He’ll make that his next goal, he decides, before pasting on a smile as he reaches Gwen and Beth.
“You’re being rather petty, don’t you think?” Beth asks Gwen before Bobby can get a word in edgewise.
“Petty?” Gwen repeats, her face darkening. “That’s rich, given you’re acting as if there’s nothing the matter at all.”
“There isn’t!” Beth returns, hands on her hips, rustling the skirts of her green dress. Bobby thinks it may be one of Gwen’s, actually. “It isn’t her fault that I jilted her son. She has money she wants to donate, and time to fill, just like us.”
“And you have no qualms about buddying up to her? What, are you looking for information on Montson?”
Bobby would try to mediate, like Albie’s always able to do, but he doesn’t want either of their furies turned on him instead. So he slips around them to lean back against the tree beside Demeroven, more than close enough to keep listening.
“Have they been at this long?” he asks Demeroven.
“Are you seriously asking me if I have some kind of latent interest in Lord Montson?” Beth demands.
“About fifteen minutes,” Demeroven replies without looking at Bobby.
He’s staring up into the tree and Bobby follows his gaze, tracking a squirrel sitting above them. He wonders if it too is interested in Beth and Gwen’s fight about Lady Ashmond. It sounds as if perhaps she’s funding refurbishments at the Foundling Hospital where the girls have just started volunteering.
“I think you have some kind of interest in Lady Ashmond,” Gwen snipes back.
“I do!” Beth exclaims.
Gwen huffs and goes to stalk away, but Beth clutches at Gwen’s arm. She pulls Gwen in close, exchanging a heated glance that’s palpably intimate.
“I’d like to make sure Lady Ashmond is all right. Is that so wrong?”
Gwen sighs and pulls Beth around the tree, removing their argument from earshot. Bobby hopes they’ll make up. He does so enjoy their more ridiculous fights, but he knows Montson and the entire engagement from last season remains a sore subject between them. How could it not?
With them bickering on the other side of the tree, Bobby’s left beside Demeroven, all the awkwardness of their night in the alleyway pulsing between them. He glances down at the man and finds him almost breaking his neck to avoid eye contact, staring off and up in the other direction. Bobby looks up into the branches, but the nosy squirrel has deserted them.
“Bet it’s having a better time,” Bobby mutters.
“What?” Demeroven asks.
Bobby winces. “Um, the squirrel. I bet—” God, this is silly. “I bet it’s having a better time than we are.”
“Too right,” Demeroven says, staring up into the leaves with him. “Nothing to do but eat nuts and sleep, what a life.”
Bobby laughs, startled, and looks down at Demeroven. Demeroven himself seems a little surprised, but there’s a tug at his lips and his shoulders have come down, so that’s progress.
“Think he likes one particular type, or prefers to diversify?” Bobby asks before he can stop himself.
“If it’s all you can eat, why not a sample?” Demeroven wonders, glancing up to meet Bobby’s eyes.
Bobby watches his cheeks go pink before he looks away again. Adorable, really. Bobby waits, wondering if Demeroven might make another joke, but Demeroven doesn’t offer anything else and they stand in a growing awkward silence.
“Have you been making morning calls?” Bobby asks. Banal, but it will have to do.
“No,” Demeroven says, shrugging. “My mother’s made a few, I think.”
“Right, right. Mother’s prerogative,” Bobby agrees, ignoring the pang in his chest. He doesn’t know if that’s a mother’s prerogative, actually, having never gotten to see his mother attend the season. “Parliament starts early too.”
“It does,” Demeroven agrees. “Bloody early. Makes me miss lying in at Oxford.”
“How did you ever lie in at Oxford if you were on the rowing team?” Bobby wonders.
Demeroven glances over at him, a brief look of mischief on his face. “I had my ways.”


[What is required]
There is a line containing "Given a w=1024, h=683" in the records below. Repeat it and every line after it, exactly, through the final line, but no pictures.
= Beginning of Section =
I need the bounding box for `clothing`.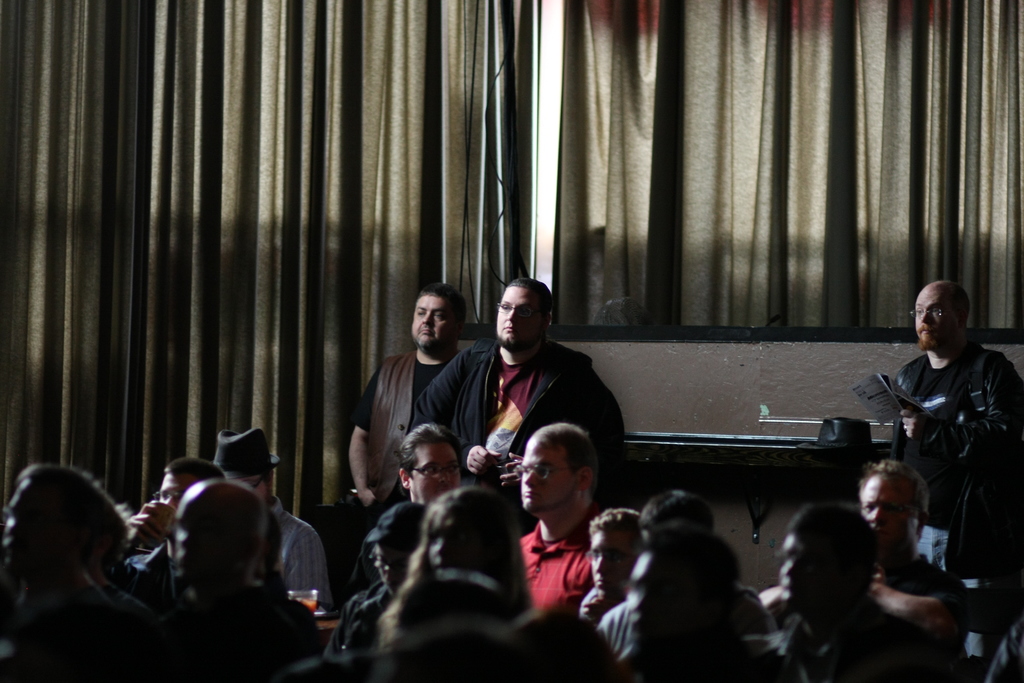
Here it is: 276, 508, 324, 611.
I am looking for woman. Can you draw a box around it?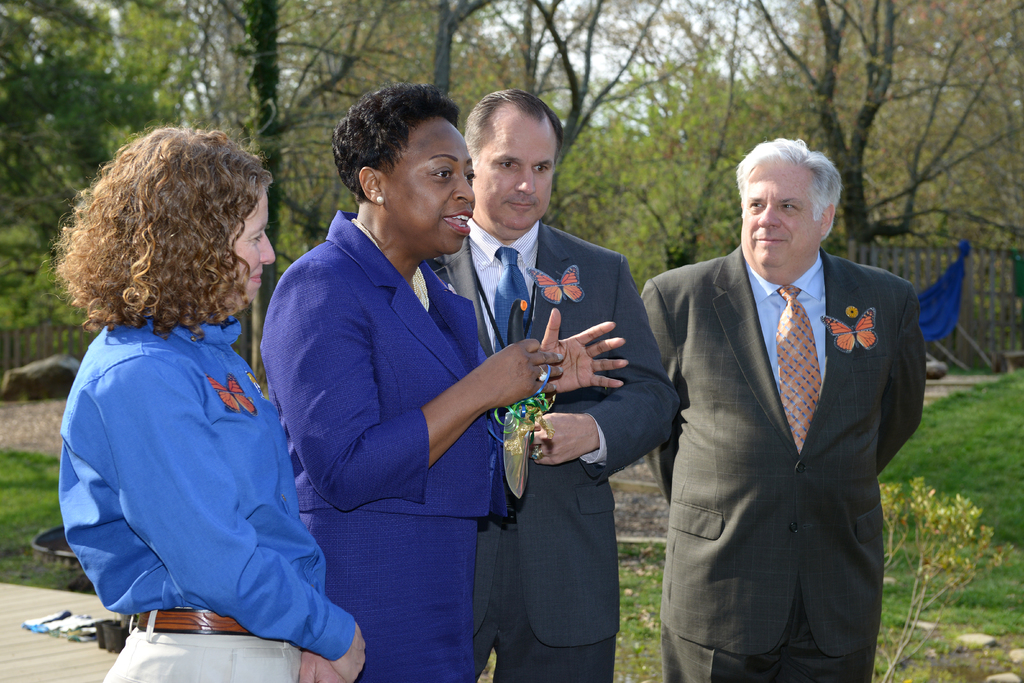
Sure, the bounding box is (left=36, top=122, right=367, bottom=682).
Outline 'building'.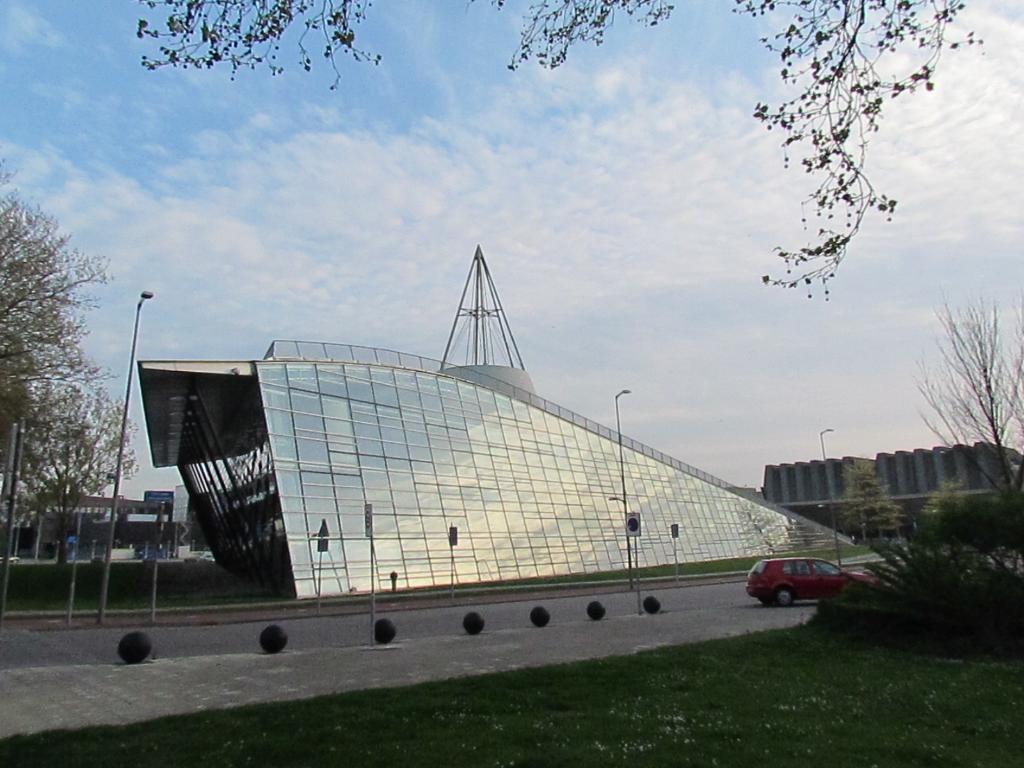
Outline: [749, 435, 1023, 553].
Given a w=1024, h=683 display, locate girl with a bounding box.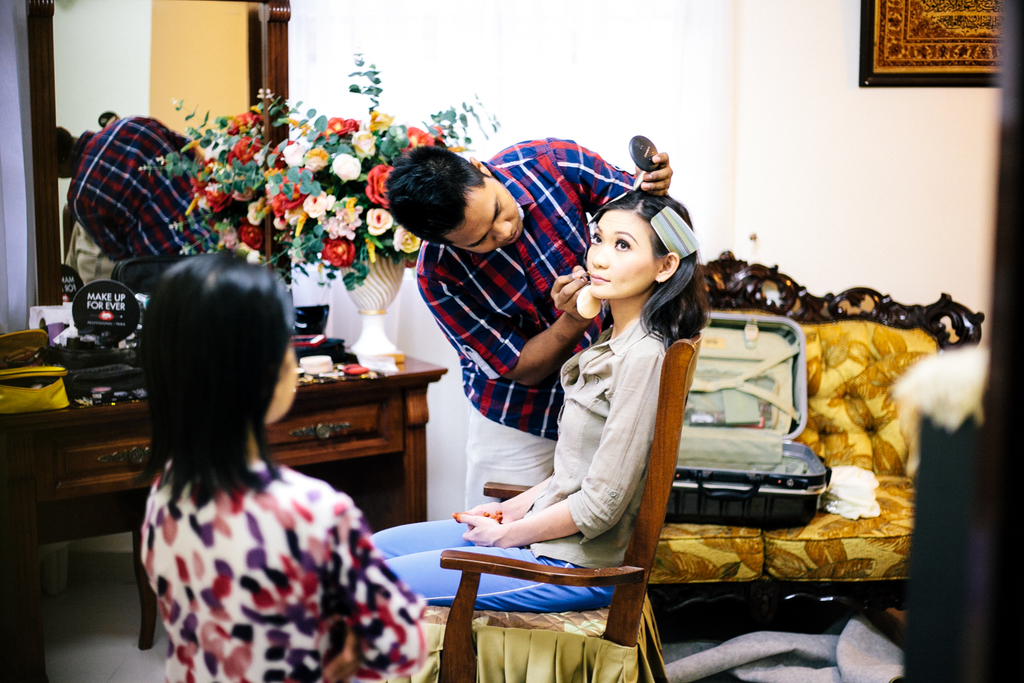
Located: rect(130, 249, 427, 682).
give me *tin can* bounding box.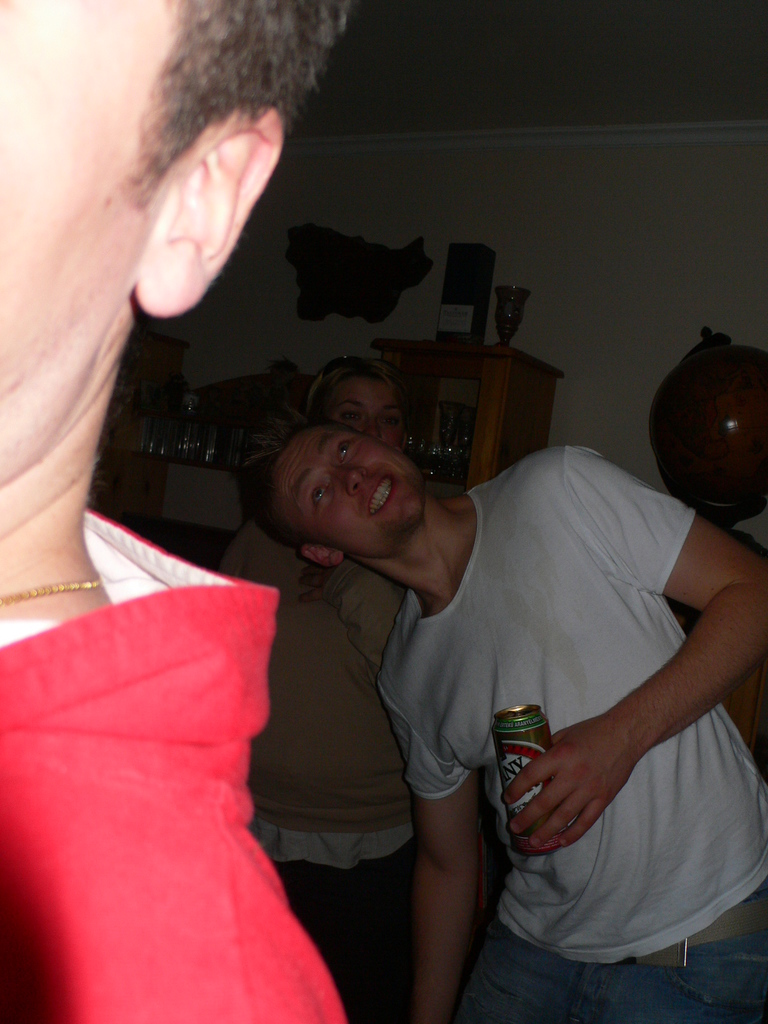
= End of Section =
[Response to the exercise]
Given a w=1024, h=683 display, locate girl with a bounding box.
Located: rect(130, 249, 427, 682).
give me *tin can* bounding box.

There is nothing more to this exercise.